Smart clothing, smart fabrics, and smart yarns have great potential for a wide range of wearable applications. If your shirt can track vital signs data and your pants can monitor your workouts, you don’t need separate wearable devices. We’ve written in the past about smart fabric that speeds rehab and recovery with motion-sensing. Another intelligent material uses neurostimulation to help quadriplegics control movement.

Scientists at the Ecole Polytechnique Fédérale de Lausanne‘s (EPFL) School of Engineering Laboratory of Photonic Materials and Fibre Devices (FIMAP) have developed soft, stretchable, liquid metal sensor lines that use reflectometry to detect motion in many forms. The multimodal smart sensors convert motion to electrical signals. Transmission lines built with the sensors are embedded in fabric; they can detect stretch, pressure, torque, and more. The team published a paper that describes how they designed the smart soft sensors in Nature Electronics.

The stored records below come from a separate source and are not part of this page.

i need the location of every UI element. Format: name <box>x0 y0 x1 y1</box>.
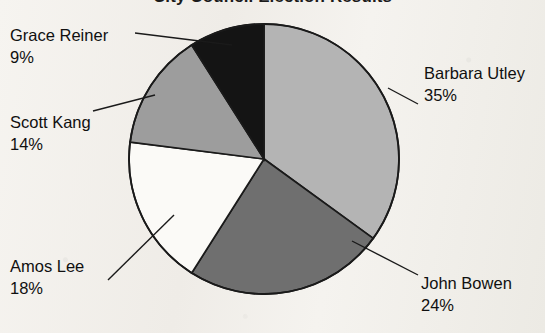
pie-label-barbara-utley-value: 35% <box>424 84 525 106</box>
pie-label-john-bowen: John Bowen 24% <box>421 272 512 317</box>
pie-label-amos-lee: Amos Lee 18% <box>10 255 84 300</box>
pie-label-scott-kang-name: Scott Kang <box>10 111 91 133</box>
pie-label-john-bowen-value: 24% <box>421 294 512 316</box>
pie-label-john-bowen-name: John Bowen <box>421 272 512 294</box>
leader-line-john-bowen <box>352 241 418 275</box>
pie-label-barbara-utley-name: Barbara Utley <box>424 62 525 84</box>
pie-label-grace-reiner-name: Grace Reiner <box>10 24 108 46</box>
pie-label-grace-reiner-value: 9% <box>10 46 108 68</box>
pie-chart-figure: City Council Election Results Grace Rein… <box>0 0 545 333</box>
pie-label-grace-reiner: Grace Reiner 9% <box>10 24 108 69</box>
pie-label-barbara-utley: Barbara Utley 35% <box>424 62 525 107</box>
pie-label-amos-lee-value: 18% <box>10 277 84 299</box>
pie-label-scott-kang-value: 14% <box>10 133 91 155</box>
leader-line-barbara-utley <box>388 88 418 104</box>
pie-label-amos-lee-name: Amos Lee <box>10 255 84 277</box>
chart-title: City Council Election Results <box>0 0 545 7</box>
pie-label-scott-kang: Scott Kang 14% <box>10 111 91 156</box>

The EPFL scientists envision their technology used in applications such as clothing or hospital bedsheets that monitor breathing and other vital signs. The group also imagines AI-powered textiles used with robots to aid interaction with humans.

Reducing the size of peripheral electronics that work with their smart fabric is the next significant challenge for the EPFL team. Most smart thread or clothing we read and write about have single-focus applications. It’s exciting to imagine multimodal smart sensors in clothing as a base technology for wide-ranging applications.